Please publish my thesis and make it true
We were told to start a Wikipedian adventure. Create an account and contribute to the knowledge of the world. The English Wikipedia has almost 3,5 million entries, so coming up with a term that no one has thought of writing about seems to be a great challenge. Luckily for me, I have been writing and thinking a lot about a specific way to study the personal data retrieved from social networking sites, which is called post-demographics. It is a new way, beyond the occasional demographics, to assess and define people and guess what, no Wikipedia entry has been made for it!
I won’t actually explain here what it is because I have already been writing about it on the MOM blog here and of course you can read the Wikipedia entry here. Another reason is that there are other people who can explain this term way better than I do like Rogers <pdf> and the people of DMI.
So when I braced myself to this Wikipedian adventure of revisions, deletions and admin discussions, nothing actually happened. I wrote the entry, put down my sources like a good Wikipedian is supposed to and hit submit. Until this day, nothing happened other than some bot telling me to add a category, which I did right away.
Make my opinion the truth
One of the reasons I can think of is that this niche entry has little interested readers. Not a lot of people know about this term so revisions should be quite rare. I did put a reference to post-demographics in the first paragraph of the much busier demographics-entry, because it, well, belongs there and also hopefully to give my entry some more readers.

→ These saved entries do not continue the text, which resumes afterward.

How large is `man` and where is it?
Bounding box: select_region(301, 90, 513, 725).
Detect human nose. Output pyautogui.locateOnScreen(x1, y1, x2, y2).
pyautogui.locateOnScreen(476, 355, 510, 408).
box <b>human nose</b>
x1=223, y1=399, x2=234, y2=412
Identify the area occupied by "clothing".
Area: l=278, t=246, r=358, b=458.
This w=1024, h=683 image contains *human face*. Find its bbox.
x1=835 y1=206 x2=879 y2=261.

It states in the demographics-entry:
“Another form of demographics is post-demographics, originally a way to study the data retrieved from social networking sites, but also very applicable to integrate with marketing theories.”

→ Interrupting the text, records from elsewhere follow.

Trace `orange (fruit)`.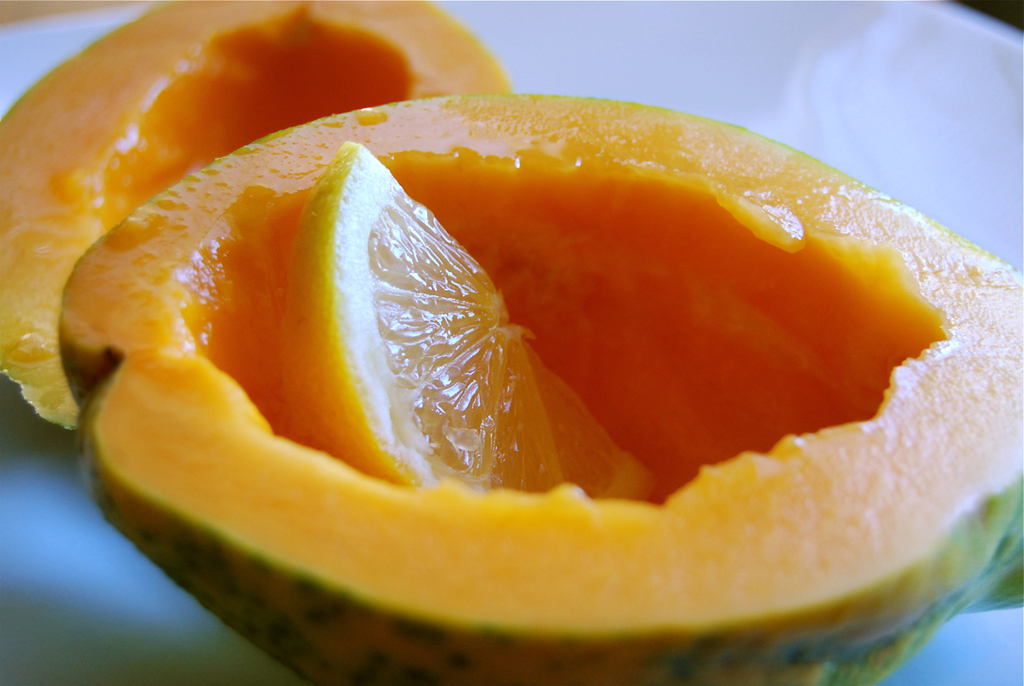
Traced to left=282, top=142, right=653, bottom=503.
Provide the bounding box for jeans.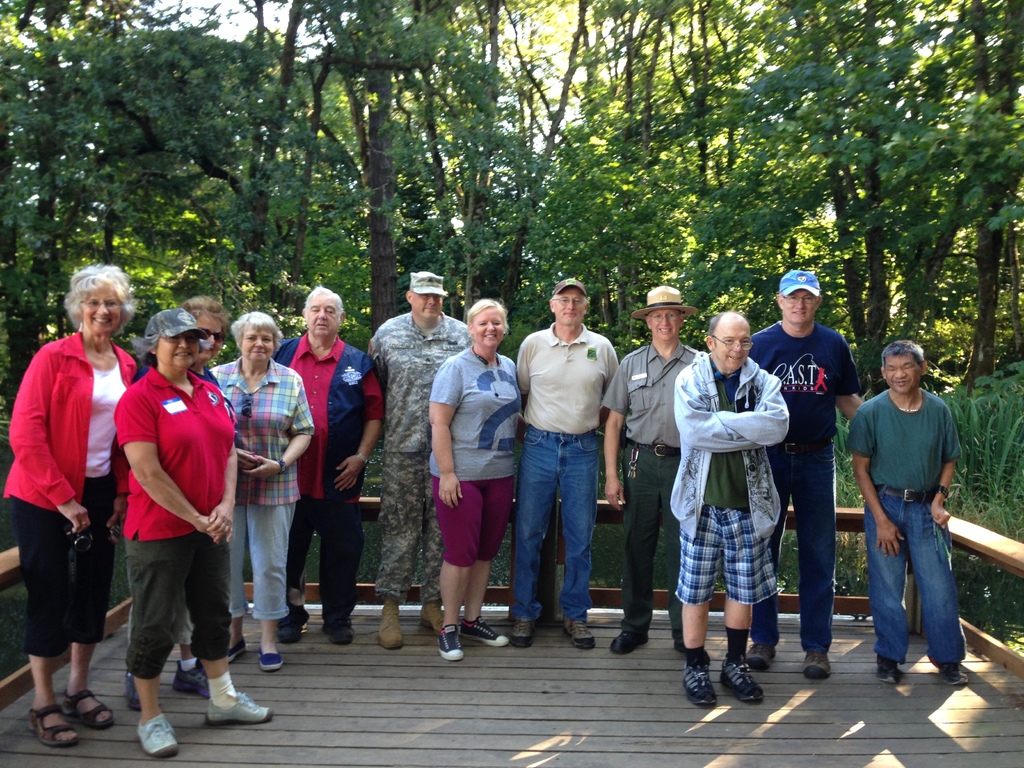
<region>513, 427, 614, 636</region>.
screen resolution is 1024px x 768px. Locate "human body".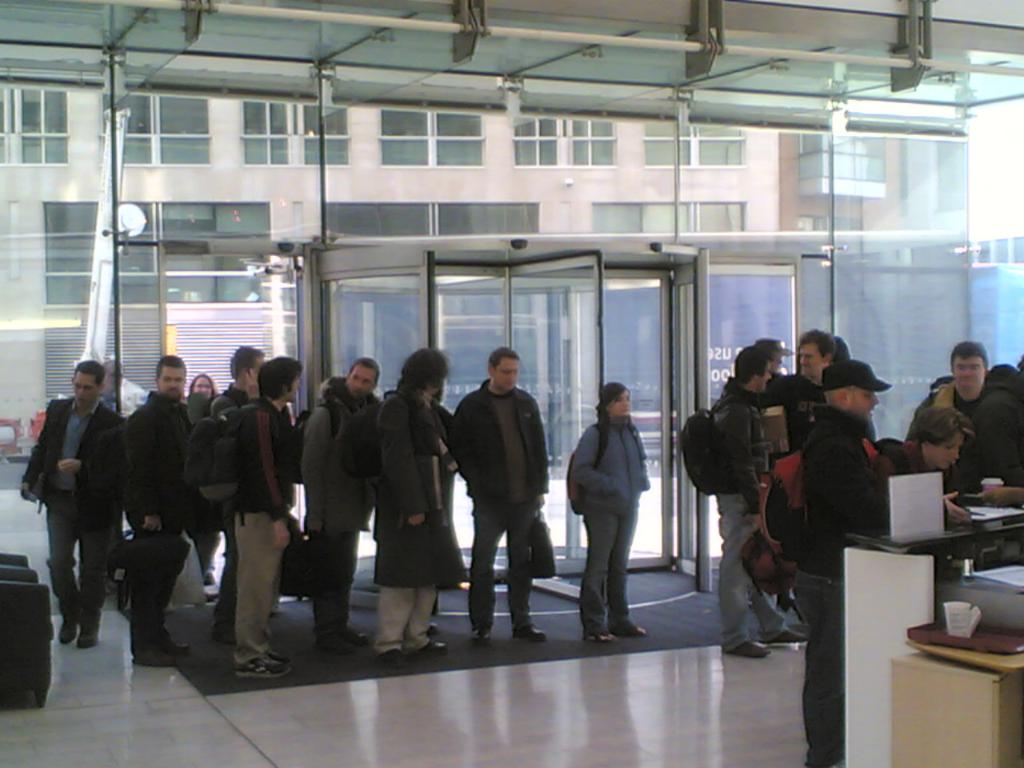
914,382,1023,470.
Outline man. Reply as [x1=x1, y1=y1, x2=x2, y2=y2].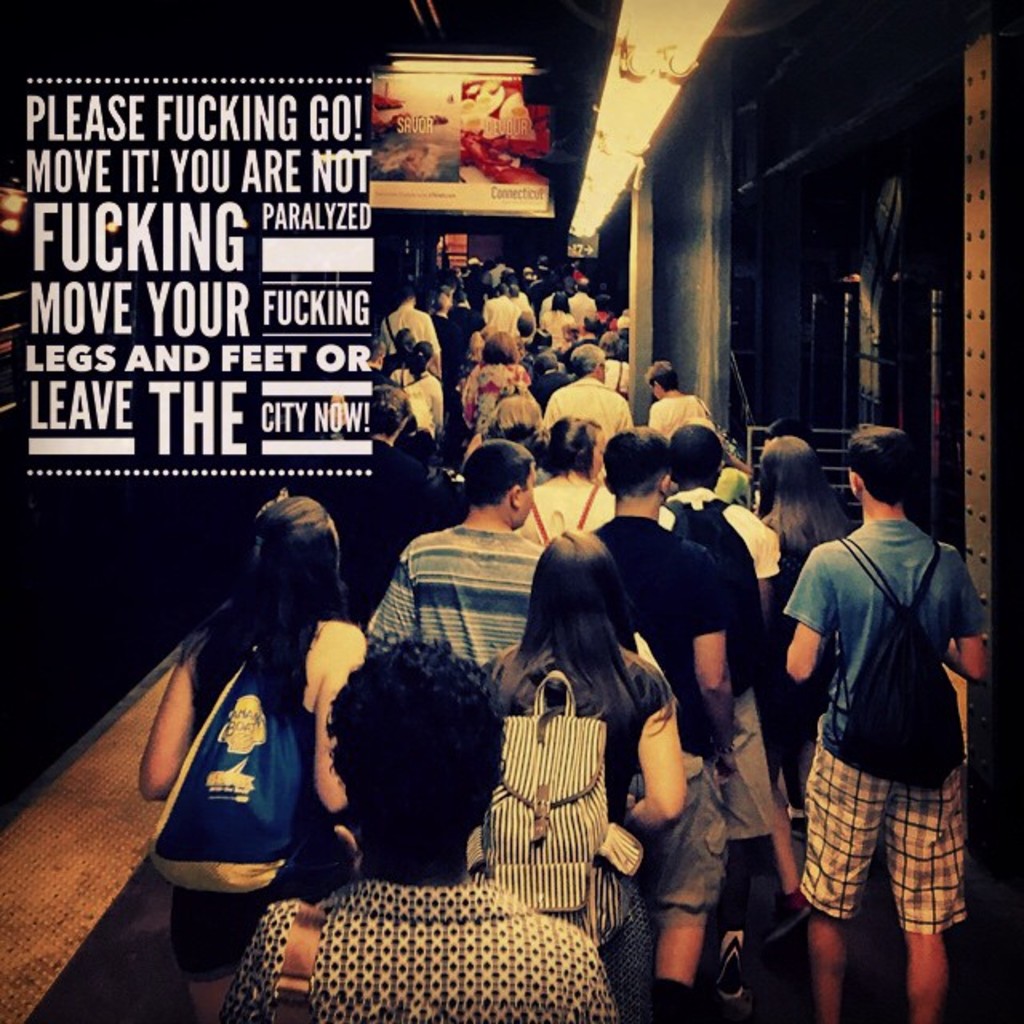
[x1=426, y1=291, x2=472, y2=406].
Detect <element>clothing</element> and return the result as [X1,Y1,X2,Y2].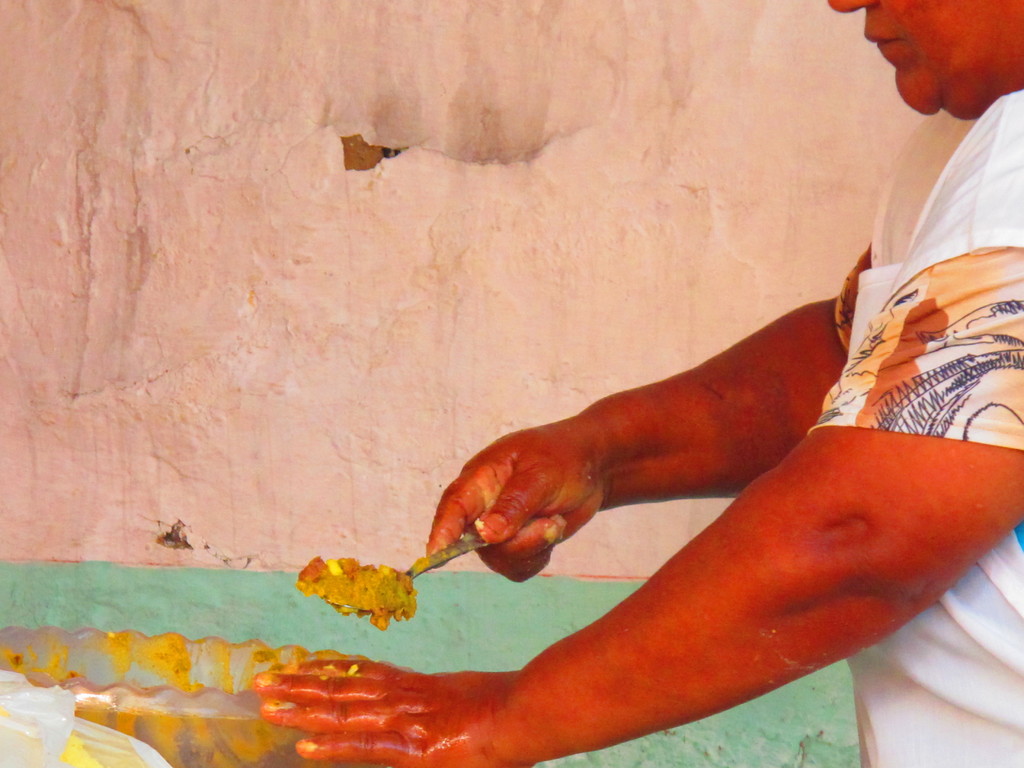
[791,84,1023,767].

The last part of that sentence, that it is very applicable with marketing theories is my own opinion. Yes, my opinion on Wikipedia. Still there. I wanted to write in the original post-demographics entry how this way of studying personal data could be very helpful to marketers in understanding consumers, but I got no evidence or references for that other than my own papers and thesis so I decided to leave that out as I was afraid of being deleted.
If you think about it, it is actually quite funny that statements and entries that refer to published articles (what is the criteria for that one?) and therefore are verifiable are being keeped and consequently a lot of Wikipedia users will see them as true. A kid from primary or secondary school that reads that will not judge the truth of it. After all, this is an encyclopedia, right?
Are in this way publishers deciding what is true and what is not? My request to all publishers of scientific papers: please publish my thesis so I can refer to it on Wikipedia and a lot of people will see it as true.